Artificial atoms realized by superconducting circuits offer unique opportunities to store and process quantum information with high fidelity. Among them, implementations of circuits that harness intrinsic noise protection have been rapidly developed in recent years. These noise-protected devices constitute a new class of qubits in which the computational states are largely decoupled from local noise channels. The main challenges in engineering such systems are simultaneously guarding against both bit- and phase-flip errors, and also ensuring high-fidelity qubit control. Although partial noise protection is possible in superconducting circuits relying on a single quantum degree of freedom, the promise of complete protection can only be fulfilled by implementing multimode or hybrid circuits. This Perspective reviews the theoretical principles at the heart of these new qubits, describes recent experiments, and highlights the potential of robust encoding of quantum information in superconducting qubits.

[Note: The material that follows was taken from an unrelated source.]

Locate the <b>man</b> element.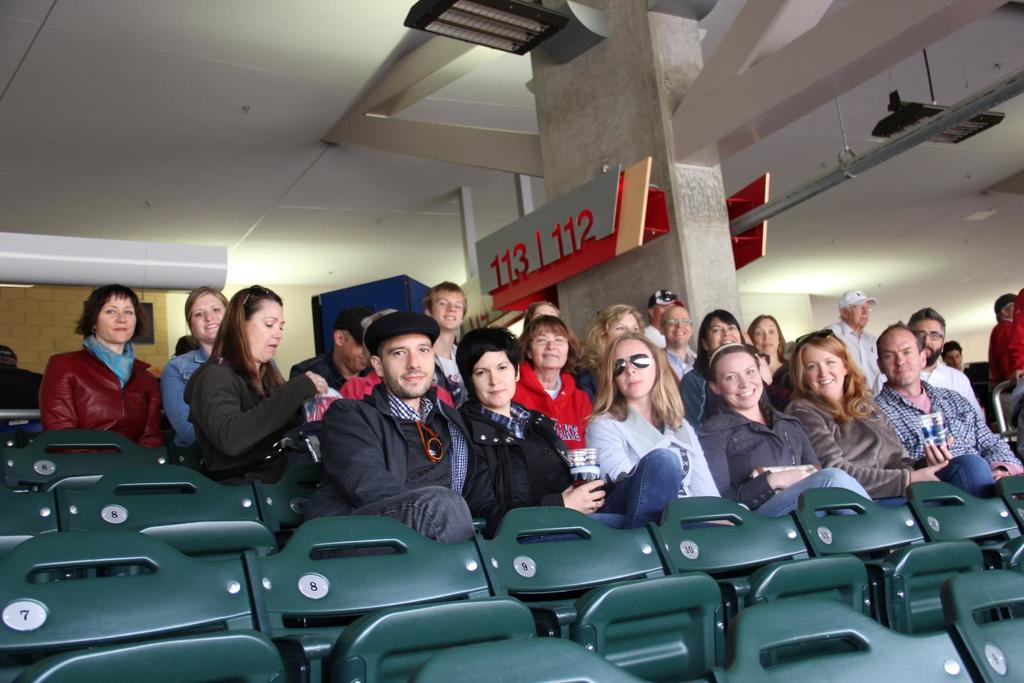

Models of light-matter interactions typically invoke the dipole approximation, within which atoms are treated as point-like objects when compared to the wavelength of the electromagnetic modes that they interact with. However, when the ratio between the size of the atom and the mode wavelength is increased, the dipole approximation no longer holds and the atom is referred to as a giant atom. Thus far, experimental studies with solid-state devices in the giant-atom regime have been limited to superconducting qubits that couple to short-wavelength surface acoustic waves, only probing the properties of the atom at a single frequency. Here we employ an alternative architecture that realizes a giant atom by coupling small atoms to a waveguide at multiple, but well separated, discrete locations. Our realization of giant atoms enables tunable atom-waveguide couplings with large on-off ratios and a coupling spectrum that can be engineered by device design. We also demonstrate decoherence-free interactions between multiple giant atoms that are mediated by the quasi-continuous spectrum of modes in the waveguide-- an effect that is not possible to achieve with small atoms. These features allow qubits in this architecture to switch between protected and emissive configurations in situ while retaining qubit-qubit interactions, opening new possibilities for high-fidelity quantum simulations and non-classical itinerant photon generation.

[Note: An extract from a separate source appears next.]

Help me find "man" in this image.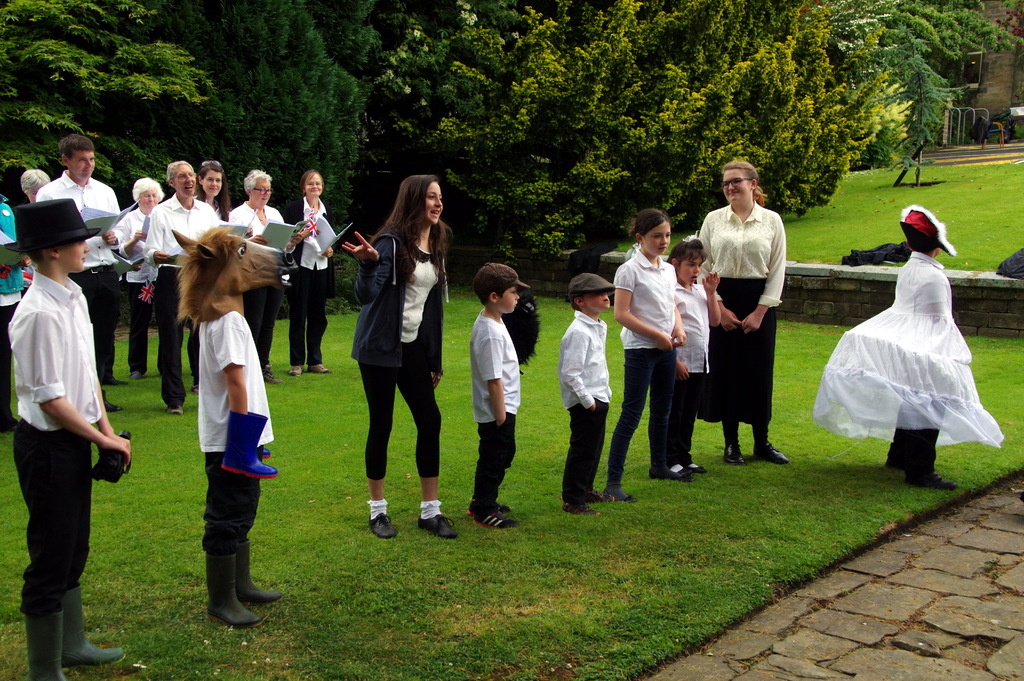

Virtual photons can mediate interaction between atoms, resulting in an energy shift known as a collective Lamb shift. Observing the collective Lamb shift is challenging, since it can be obscured by radiative decay and direct atom-atom interactions. Here, we place two superconducting qubits in a transmission line terminated by a mirror, which suppresses decay. We measure a collective Lamb shift reaching 0.8% of the qubit transition frequency and exceeding the transition linewidth. We also show that the qubits can interact via the transmission line even if one of them does not decay into it.

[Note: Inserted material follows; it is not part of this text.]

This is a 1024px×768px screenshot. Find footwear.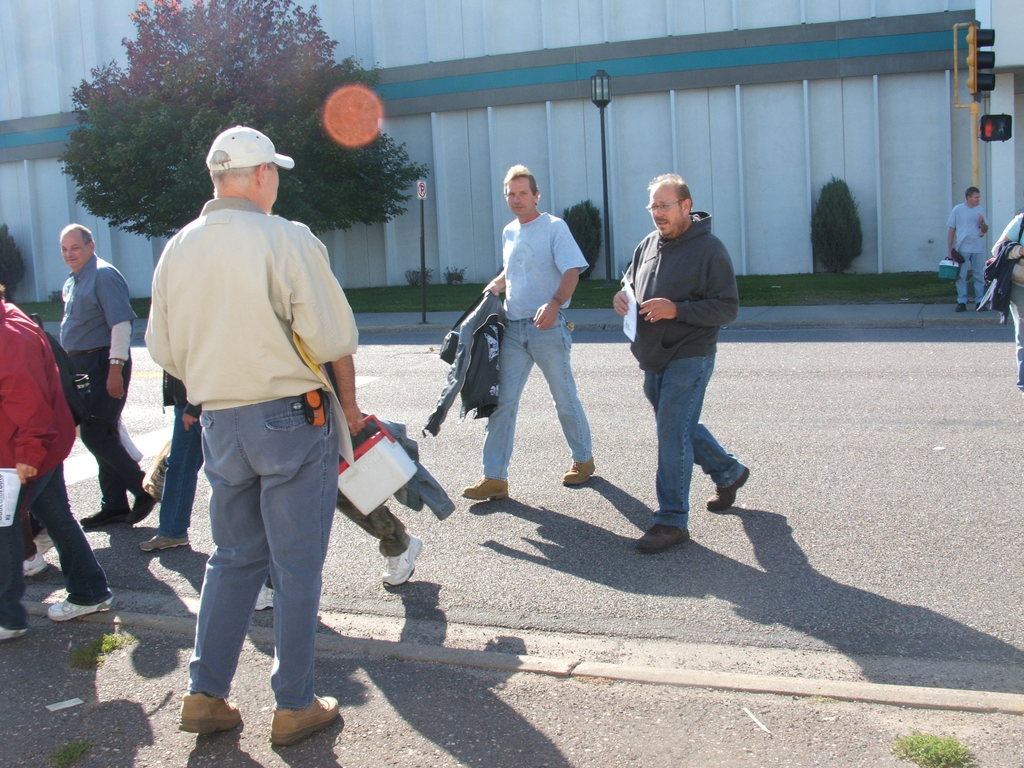
Bounding box: 48, 596, 115, 622.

We demonstrate the generation of coherent phonons in a quartz Bulk Acoustic Wave (BAW) resonator through the photoelastic properties of the crystal, via the coupling to a microwave cavity enhanced by a photonic lambda scheme. This is achieved by imbedding a single crystal BAW resonator between the post and the adjacent wall of a microwave reentrant cavity resonator. This 3D photonic lumped LC resonator at the same time acts as the electrodes of a BAW phonon resonator, and allows the direct readout of coherent phonons via the linear piezoelectric response of the quartz. A microwave pump, $omega_p$ is tuned to the cavity resonance $omega_0$, while a probe frequency, $omega_{probe}$, is detuned and varied around the red and blue detuned values with respect to the BAW phonon frequency, $Omega_m$. The pump and probe power dependence of the generated phonons unequivocally determines the process to be electrostrictive, with the phonons produced at the difference frequency between pump and probe, with no back action effects involved. Thus, the phonons are created without threshold and can be considered analogous to a Coherent Population Trapped (CPT) maser scheme.